After learning the incredible things these dogs can do, I resolved to figure out what was actually going on in the mind of man’s-best-friend by using the tools of my trade: brain scanning technology.

An MRI scanner is not so very different than a helicopter. Both are small spaces, and most of all, they are loud. If a dog could be trained to jump out of a helicopter, surely they could be trained to go into an MRI scanner. In fact, an MRI should be much easier. Instead of overcoming a fear of heights and jumping from a plane, all the dog would have to do is hold its head still. Piece of cake.

Why do fMRI on a dog? The answer was obvious: to see what they think.

As a lifelong dog owner, and currently living with dogs #6 and #7, I would like to think that I know something about what goes on in my dogs’ heads. Granted, #6 is a golden retriever of doormat-temperament and questionable intelligence, so there may not be much going on up there. But #7 is a 25-lb feisty thing of indeterminate southern pedigree and possessor of crafty intelligence. If you saw me walking the feist you might naturally conclude that I really knew what she was thinking. After all, I talk to her like a person.

Never mind that she doesn’t respond. We have developed a relationship that transcends human language. We gaze into each others’ eyes like people do. So surely there must be a bond there.

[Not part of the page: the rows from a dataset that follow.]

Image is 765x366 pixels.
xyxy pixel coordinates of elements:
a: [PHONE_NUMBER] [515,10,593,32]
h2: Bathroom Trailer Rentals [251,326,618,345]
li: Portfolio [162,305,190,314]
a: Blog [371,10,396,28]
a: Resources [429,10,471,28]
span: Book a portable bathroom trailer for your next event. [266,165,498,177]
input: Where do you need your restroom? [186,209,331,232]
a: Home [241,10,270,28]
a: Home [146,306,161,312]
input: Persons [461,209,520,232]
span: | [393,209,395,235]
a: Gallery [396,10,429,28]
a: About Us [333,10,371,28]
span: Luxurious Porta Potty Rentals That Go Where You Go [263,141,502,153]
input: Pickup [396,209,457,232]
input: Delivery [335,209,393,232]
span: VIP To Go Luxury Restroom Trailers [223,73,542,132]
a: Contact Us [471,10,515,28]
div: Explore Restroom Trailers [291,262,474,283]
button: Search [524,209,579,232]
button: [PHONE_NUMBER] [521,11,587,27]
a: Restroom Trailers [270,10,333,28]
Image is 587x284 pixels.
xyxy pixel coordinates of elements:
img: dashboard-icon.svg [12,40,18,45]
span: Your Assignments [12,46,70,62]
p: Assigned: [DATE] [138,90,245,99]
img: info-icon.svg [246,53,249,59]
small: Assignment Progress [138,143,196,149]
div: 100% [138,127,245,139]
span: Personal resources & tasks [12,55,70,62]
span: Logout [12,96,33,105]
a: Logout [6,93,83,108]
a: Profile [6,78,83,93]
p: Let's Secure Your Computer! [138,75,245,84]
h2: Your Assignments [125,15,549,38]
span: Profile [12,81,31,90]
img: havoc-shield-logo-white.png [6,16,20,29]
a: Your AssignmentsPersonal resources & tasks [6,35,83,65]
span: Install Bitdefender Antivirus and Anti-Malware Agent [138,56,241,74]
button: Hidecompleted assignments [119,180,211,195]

Or is it all one-sided? Is the dog-human bond all a sham, albeit one played willingly by both parties, with the dog getting food and shelter in return for making goo-goo eyes at its owner, and the owner getting a simulacrum of undying love?

The dog on SEAL Team 6 set in motion a chain of events. With Andrew Brooks, a graduate student in my lab, and Mark Spivak, President and founder of Comprehensive Pet Therapy in Atlanta, we set out a year ago to answer the eternal question of what dogs are really thinking. More specifically, we wanted to know what a dog is thinking when it looks at its human owner.

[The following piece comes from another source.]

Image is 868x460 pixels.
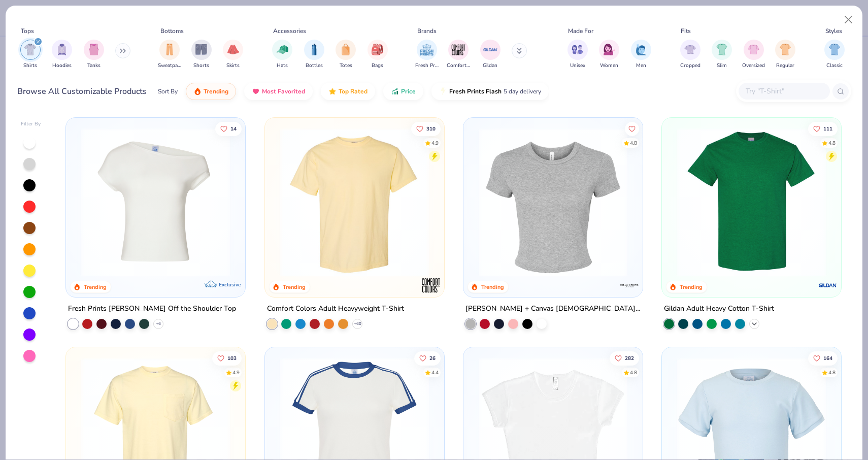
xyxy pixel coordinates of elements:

McKenzie & Rebeccah. Photo by Bryan Meltz.

Because of their prolonged evolution with humans, many of the canine cognitive skills are thought to represent a selection of traits that make dogs particularly sensitive to human cues. For this reason, we selected a simple discrimination task with two human hand signals for initial study with canine fMRI.

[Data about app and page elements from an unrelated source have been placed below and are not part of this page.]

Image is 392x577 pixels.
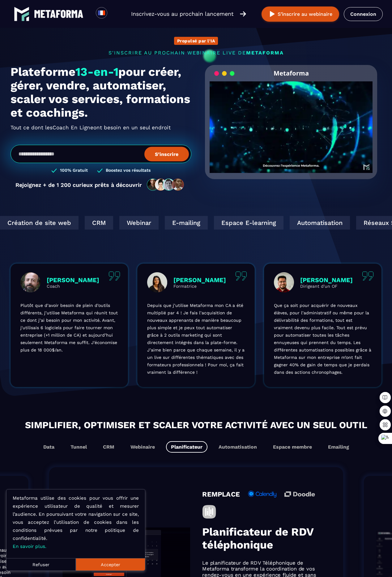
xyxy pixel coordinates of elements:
img: arrow-right [240,11,246,17]
span: 13-en-1 [76,65,119,78]
button: Planificateur [166,441,208,453]
h3: 100% Gratuit [60,168,88,174]
img: checked [51,168,57,174]
img: play [269,10,276,18]
h2: Tout ce dont les ont besoin en un seul endroit [10,123,191,132]
img: fr [98,9,105,17]
div: Automatisation [274,216,335,229]
img: profile [21,272,41,292]
img: checked [97,168,103,174]
img: icon [284,492,315,497]
video: Your browser does not support the video tag. [210,81,373,162]
p: Inscrivez-vous au prochain lancement [131,10,234,18]
button: CRM [98,441,119,453]
a: Connexion [344,7,383,21]
button: Webinaire [126,441,160,453]
button: S’inscrire au webinaire [262,7,340,22]
p: s'inscrire au prochain webinaire live de [10,50,382,56]
img: quote [362,271,374,281]
p: [PERSON_NAME] [47,276,99,284]
p: Formatrice [174,284,226,288]
img: profile [274,272,294,292]
span: Coach En Ligne [52,123,94,132]
img: logo [34,10,83,18]
button: Refuser [7,558,76,570]
p: Metaforma utilise des cookies pour vous offrir une expérience utilisateur de qualité et mesurer l... [13,494,139,550]
p: Plutôt que d’avoir besoin de plein d’outils différents, j’utilise Metaforma qui réunit tout ce do... [21,302,118,354]
h2: Simplifier, optimiser et scaler votre activité avec un seul outil [6,418,386,432]
p: Rejoignez + de 1 200 curieux prêts à découvrir [16,182,142,188]
div: Search for option [107,7,122,21]
button: Tunnel [66,441,92,453]
img: community-people [145,178,186,191]
img: icon [247,491,277,498]
img: icon [203,505,216,519]
p: Depuis que j’utilise Metaforma mon CA a été multiplié par 4 ! Je fais l’acquisition de nouveaux a... [147,302,245,376]
p: Dirigeant d'un OF [301,284,353,288]
button: Automatisation [214,441,262,453]
p: Coach [47,284,99,288]
span: METAFORMA [246,50,284,56]
button: Emailing [323,441,354,453]
input: Search for option [112,10,117,18]
div: Webinar [104,216,143,229]
div: Espace E-learning [199,216,268,229]
img: quote [235,271,247,281]
p: [PERSON_NAME] [174,276,226,284]
button: Espace membre [268,441,317,453]
a: En savoir plus. [13,544,46,549]
img: quote [108,271,120,281]
button: Accepter [76,558,145,570]
h3: Boostez vos résultats [106,168,150,174]
div: E-mailing [150,216,192,229]
button: Data [38,441,60,453]
button: S’inscrire [144,147,189,162]
h3: Planificateur de RDV téléphonique [203,525,329,552]
p: Propulsé par l'IA [177,38,215,43]
img: loading [214,70,235,76]
h1: Plateforme pour créer, gérer, vendre, automatiser, scaler vos services, formations et coachings. [10,65,191,120]
div: CRM [70,216,98,229]
img: profile [147,272,168,292]
h4: REMPLACE [203,490,240,498]
p: [PERSON_NAME] [301,276,353,284]
p: Que ça soit pour acquérir de nouveaux élèves, pour l’administratif ou même pour la délivrabilité ... [274,302,372,376]
img: logo [14,6,30,22]
h2: Metaforma [274,65,309,81]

Our first subjects were my feist, Callie, and McKenzie, a border collie owned and trained in agility by Melissa Cate. What we asked our dogs to do should have been simple compared to parachuting and IED-detecting. But we were naïve, and there were many hurdles. Ultimately, we wanted the dogs to walk up a set of steps into an MRI scanner, and shimmy inside a “head coil,” which detects the signals from the brain but looks like a small birdcage lying on its side. Once in the coil they would need to put their head on a chin rest and remain absolutely motionless. A few millimeters of movement would completely destroy the image quality. And one more thing: when the MRI is running, it sounds like a jackhammer.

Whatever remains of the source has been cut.